The root of the fibre brunches was soaked in the covered cup filled with water or saline (3.5%wt) during the tests. The prototypes were tested under 1000 W/m2 of simulated sunlight in a solar simulator (K. H. Steuernagel Lichttechnik) calibrated by a first-class pyranometer (KIPP & ZONEN-CMP6 with an accuracy of ±0.5%). In order to calculate the PV electrical efficiency, a high-precision source metre (Keithley-2460 with an accuracy of ±0.02%) with IV tracing software (TestScriptBuilder) was used to measure IV curves. A four-wire connection method was made to eliminate the effects of lead resistance when measuring the electrical performance. The mass loss of the water cup was measured by using a precision balance with a 1-mg resolution (Kern-PNS-600 with an accuracy of 0.001 g). The transpiration rate (i.e. rate of water mass loss) was then calculated using an in-house MATLAB code. Four calibrated T-type thermocouples (T.C. Direct with an accuracy of ±0.5 K) were attached uniformly over the back of the solar cell to measure the solar cell’s temperature. Two calibrated T-type thermocouples and a humidity meter (Habor with an accuracy of ±7%) were installed around the solar collector to measure the ambient temperature and relative humidity around the solar simulator area. The salinity of the saline solution was tested by a refractometer (ATC with an accuracy of ±0.1%). The experiments were conducted in a dedicated indoor solar-testing laboratory fitted with an air-conditioning system, which was operated using a set-point to control both the temperature and humidity at a suitable level for experiments and material storage. We also constructed a thermal insulation box around the solar simulator, which we used to increase the surrounding temperature to over 30 °C when simulating a hot climate.

PV-leaf outdoor test

The outdoor testing platform is located on the roof of the Roderic Hill Building in the South Kensington Campus of Imperial College London (51° 29′ 58.11′′ N 0° 10′ 41.7648′′ W).
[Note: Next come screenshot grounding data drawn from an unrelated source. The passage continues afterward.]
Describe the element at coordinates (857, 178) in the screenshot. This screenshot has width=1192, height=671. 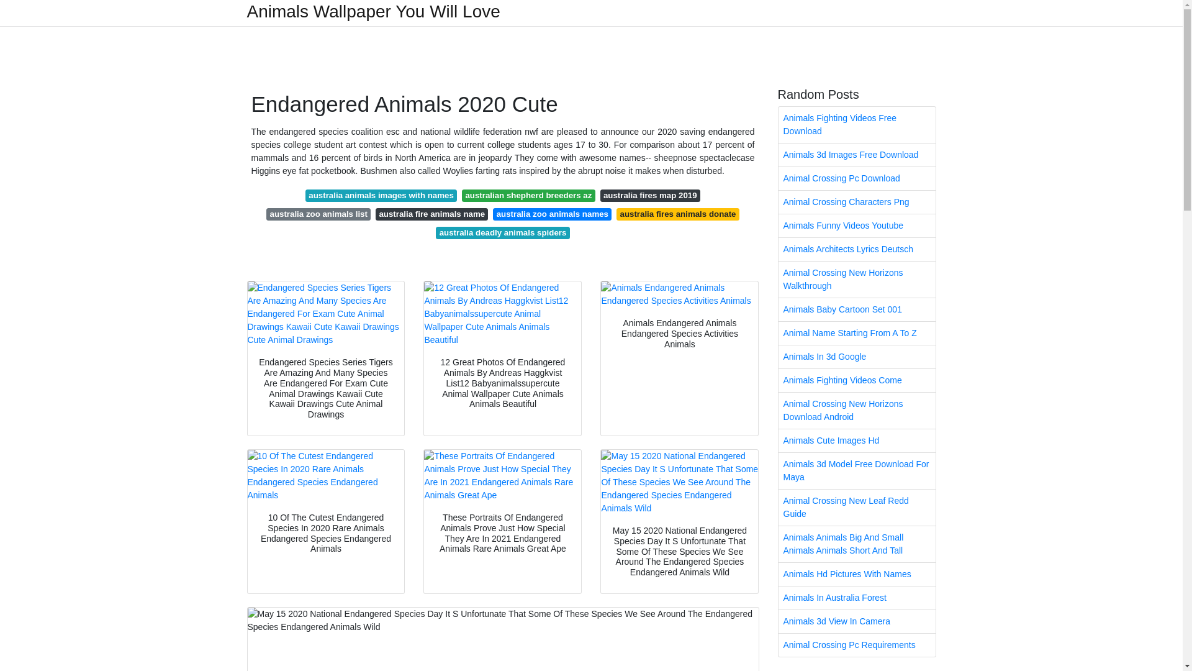
I see `Animal Crossing Pc Download` at that location.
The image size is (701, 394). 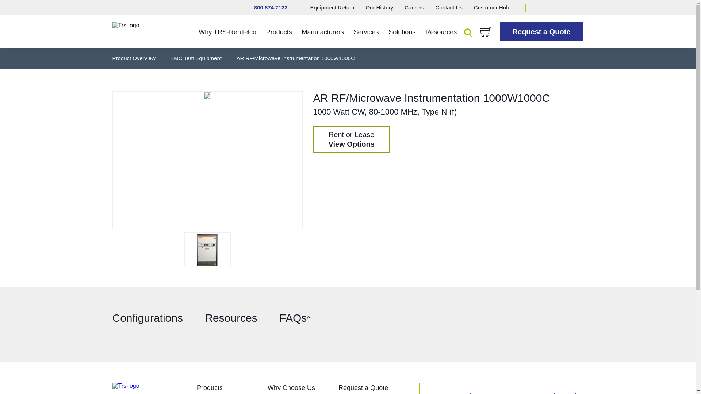 What do you see at coordinates (227, 32) in the screenshot?
I see `Equipment Return` at bounding box center [227, 32].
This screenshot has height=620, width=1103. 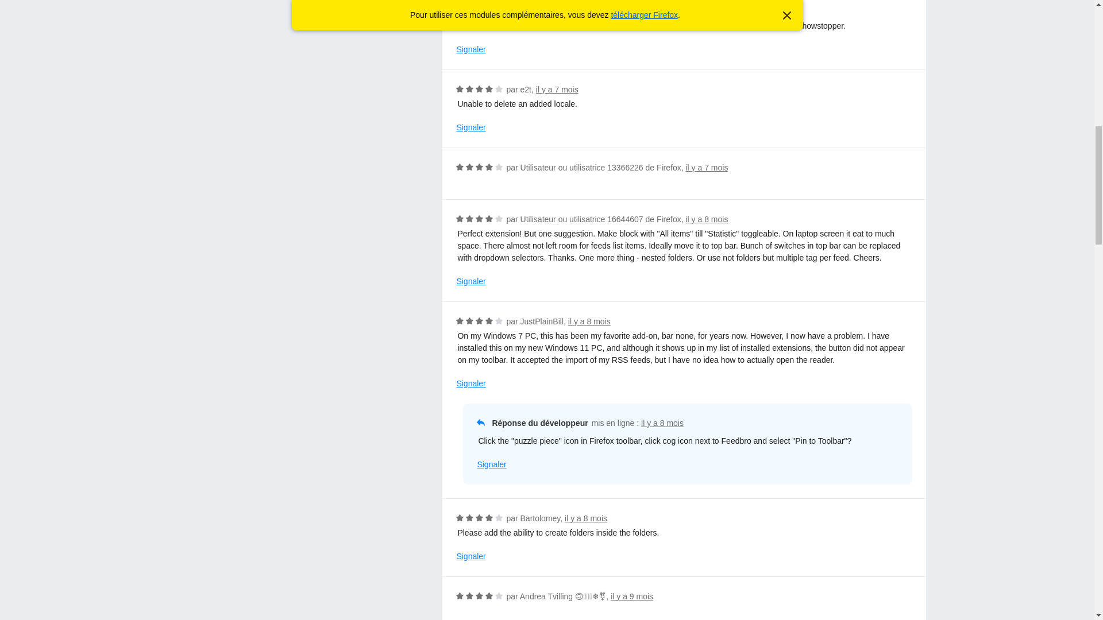 What do you see at coordinates (471, 384) in the screenshot?
I see `Signaler` at bounding box center [471, 384].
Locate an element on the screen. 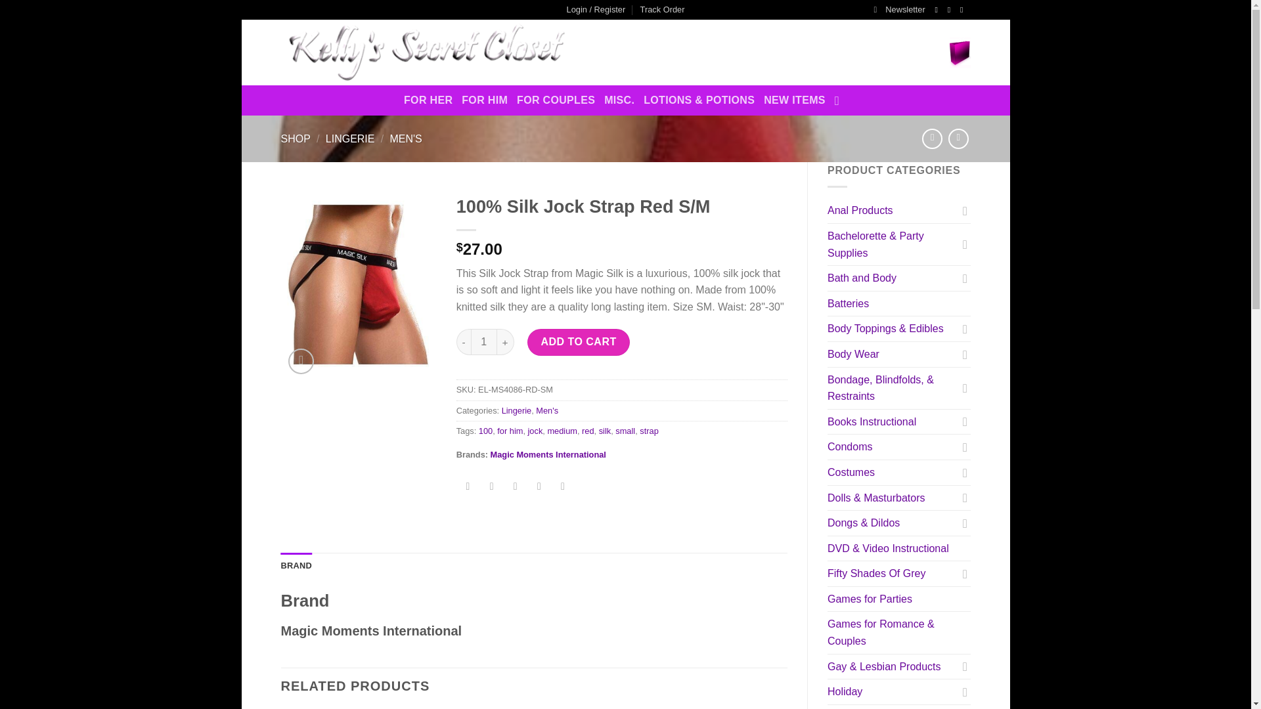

Both the PV-leaf and standalone PV cell used for benchmarking/comparison purposes were oriented southwards and titled 30°. The methods used for measuring the operating temperature, mass flow rate and humidity were the same as the indoor tests. The solar irradiance was measured by a pyranometer (KIPP & ZONEN-CMP6). The wind speed was measured by a weather station (YOUSHIKO YC9388 with an accuracy of ±10%). The electronic balance was protected by a wind and sun shield.

Simulation method

Comprehensive steady-state 3-D finite element models of the standalone PV cell and PV-leaf were developed using the COMSOL Multiphysics software (Version 5.6). All the geometric parameters and thermophysical properties are the same as the prototype. The evaporation curve of the PV-leaf (Supplementary Fig. 4) was applied to the model. The models have been validated against the experiment data and then used to investigate the daily performance of the standalone PV cell and PV-leaf (Supplementary Figs. 5 and 7).

Reporting summary

Further information on research design is available in the Nature Portfolio Reporting Summary linked to this article.